In the immediate aftermath of the 2008 financial crisis, Bank of England staff attempted to estimate the financial costs to the UK economy. In 2009 Andrew G. Haldane, Executive Director for Financial Stability at the Bank estimated that the permanent loss to the UK economy from the banking crisis was anywhere between £1.8trn. and £7.4trn.
The softer, less measurable, more human consequences are only just now becoming clear. A paper in the Lancet in July 2011 began to measure the impact of the 2009 crisis on health, and specifically on suicide rates. Economic crises unsettle people in various ways, but the most obvious, pressing and observable is the loss of employment, which quite literally kills. The authors of the paper considered the pre-2004 EU members and the more recent members separately.
The graphic from the paper reproduced here compares unemployment rates amongst adults with rates of suicide across the EU. Unemployment began rising rapidly in 2009, with a 35% increase over 2007 levels. Shockingly, however, the increase in suicide preceded this, suggesting that it results from fear of unemployment and general rise in anxiety as a result of the instability caused by financial shock. As the authors conclude:
‘the steady downward trend in suicide rates, seen in both groups of countries before 2007, reversed at once. The 2008 increase was less than 1% in the new Member States, but in the old ones it increased by almost 7%. In both, suicides increased further in 2009. Among the countries studied, only Austria had fewer suicides (down 5%) in 2009 than in 2007. In each of the other countries the increase was at least 5%.’
The fact that it is fear and uncertainty that causes suicide, as well as the reality of unemployment and poverty, indicates the irresponsibility of the Coalition strategy of creating an aura of austeria in order to make it easier to impose their draconian cuts. This undermining of social confidence can itself cause increased rates of suicide, which are only a marker of more general social dis-ease.
Greece gives us an indication of the future for the people of Europe if these desperate austerity measures are continued, a policy that Cameron recently argued for at Davos. Official statistics for that country indicate a 40% rise in those taking their own lives between January and May of 2011. Studies of rapid social change repeatedly indicate that the increase in uncertainty and the fraying of the social fabric are not only politically dangerous but also very destructive to human life and health.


PROMPT: The answer is every line of the records that holds the word "orientation", copied in full.

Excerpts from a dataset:

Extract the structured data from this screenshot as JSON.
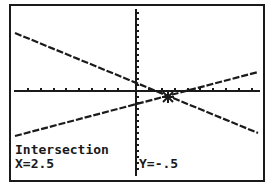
{
  "screen": {
    "title_label": "Intersection",
    "x_readout": "X=2.5",
    "y_readout": "Y=-.5",
    "colors": {
      "pixel": "#1a1a1a",
      "background": "#ffffff"
    }
  },
  "graph": {
    "axes": {
      "x_axis_visible": true,
      "y_axis_visible": true,
      "tick_marks": true
    },
    "lines": [
      {
        "name": "line-1",
        "direction": "decreasing",
        "start": [
          -9.4,
          4.8
        ],
        "end": [
          9.4,
          -3.5
        ]
      },
      {
        "name": "line-2",
        "direction": "increasing",
        "start": [
          -9.4,
          -3.7
        ],
        "end": [
          9.4,
          1.6
        ]
      }
    ],
    "intersection": {
      "x": 2.5,
      "y": -0.5
    }
  }
}
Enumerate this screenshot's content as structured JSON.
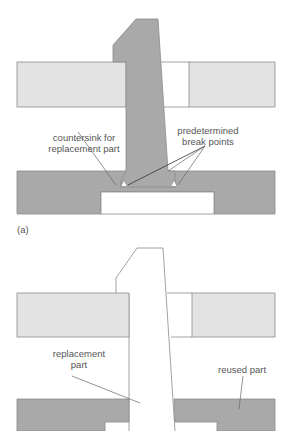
{
  "figure": {
    "panel_a": {
      "label": "(a)",
      "annotations": {
        "countersink_line1": "countersink for",
        "countersink_line2": "replacement part",
        "break_line1": "predetermined",
        "break_line2": "break points"
      }
    },
    "panel_b": {
      "annotations": {
        "replacement_line1": "replacement",
        "replacement_line2": "part",
        "reused": "reused part"
      }
    },
    "colors": {
      "plate_light": "#e3e3e3",
      "part_dark": "#a9a9a9",
      "outline": "#8c8c8c",
      "leader": "#666666"
    }
  }
}
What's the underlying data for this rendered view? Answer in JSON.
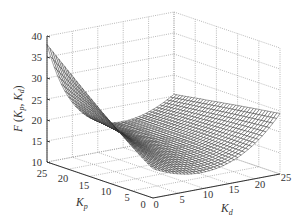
{
  "chart_data": {
    "type": "surface3d",
    "title": "",
    "xlabel": "K_d",
    "ylabel": "K_p",
    "zlabel": "F(K_p, K_d)",
    "xaxis": {
      "label": "K_d",
      "range": [
        0,
        25
      ],
      "ticks": [
        0,
        5,
        10,
        15,
        20,
        25
      ]
    },
    "yaxis": {
      "label": "K_p",
      "range": [
        0,
        25
      ],
      "ticks": [
        0,
        5,
        10,
        15,
        20,
        25
      ]
    },
    "zaxis": {
      "label": "F(K_p, K_d)",
      "range": [
        10,
        40
      ],
      "ticks": [
        10,
        15,
        20,
        25,
        30,
        35,
        40
      ]
    },
    "grid": true,
    "style": "wireframe mesh, black lines, white fill",
    "surface_samples": [
      {
        "Kp": 25,
        "Kd": 0,
        "F": 38
      },
      {
        "Kp": 20,
        "Kd": 0,
        "F": 35
      },
      {
        "Kp": 15,
        "Kd": 0,
        "F": 31
      },
      {
        "Kp": 10,
        "Kd": 0,
        "F": 26
      },
      {
        "Kp": 5,
        "Kd": 0,
        "F": 20
      },
      {
        "Kp": 0,
        "Kd": 0,
        "F": 17
      },
      {
        "Kp": 25,
        "Kd": 5,
        "F": 33
      },
      {
        "Kp": 15,
        "Kd": 10,
        "F": 18
      },
      {
        "Kp": 5,
        "Kd": 10,
        "F": 12
      },
      {
        "Kp": 0,
        "Kd": 15,
        "F": 12
      },
      {
        "Kp": 0,
        "Kd": 25,
        "F": 24
      },
      {
        "Kp": 10,
        "Kd": 25,
        "F": 26
      },
      {
        "Kp": 25,
        "Kd": 25,
        "F": 22
      }
    ]
  },
  "labels": {
    "z_main": "F",
    "z_args_open": "(K",
    "z_sub_p": "p",
    "z_comma": ", K",
    "z_sub_d": "d",
    "z_close": ")",
    "kp_main": "K",
    "kp_sub": "p",
    "kd_main": "K",
    "kd_sub": "d"
  },
  "ticks": {
    "z": [
      "40",
      "35",
      "30",
      "25",
      "20",
      "15",
      "10"
    ],
    "kp": [
      "25",
      "20",
      "15",
      "10",
      "5",
      "0"
    ],
    "kd": [
      "0",
      "5",
      "10",
      "15",
      "20",
      "25"
    ]
  }
}
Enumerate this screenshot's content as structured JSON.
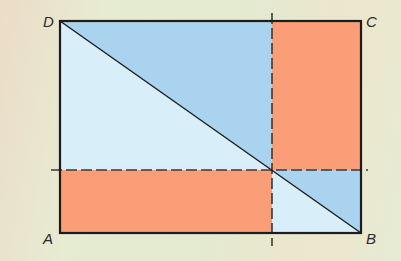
{
  "diagram": {
    "type": "geometry-rectangle-diagonal-partition",
    "vertices": {
      "A": {
        "label": "A",
        "x": 60,
        "y": 233
      },
      "B": {
        "label": "B",
        "x": 361,
        "y": 233
      },
      "C": {
        "label": "C",
        "x": 361,
        "y": 21
      },
      "D": {
        "label": "D",
        "x": 60,
        "y": 21
      }
    },
    "split_point": {
      "x": 272,
      "y": 170
    },
    "diagonal": {
      "from": "D",
      "to": "B"
    },
    "dashed_lines": [
      {
        "orientation": "vertical",
        "x": 272,
        "y1": 13,
        "y2": 246
      },
      {
        "orientation": "horizontal",
        "y": 170,
        "x1": 51,
        "x2": 368
      }
    ],
    "colors": {
      "mid_blue": "#a9d3ef",
      "light_blue": "#d8eef9",
      "orange": "#f99e76",
      "stroke": "#1c1c1c",
      "dash": "#3a3a3a"
    },
    "regions": [
      {
        "name": "top-left-upper-triangle",
        "fill": "mid_blue"
      },
      {
        "name": "top-left-lower-triangle",
        "fill": "light_blue"
      },
      {
        "name": "top-right-rectangle",
        "fill": "orange"
      },
      {
        "name": "bottom-left-rectangle",
        "fill": "orange"
      },
      {
        "name": "bottom-right-upper-triangle",
        "fill": "mid_blue"
      },
      {
        "name": "bottom-right-lower-triangle",
        "fill": "light_blue"
      }
    ]
  }
}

YOUR SOLUTION:
        "orientation": "vertical",
        "orientation": "horizontal",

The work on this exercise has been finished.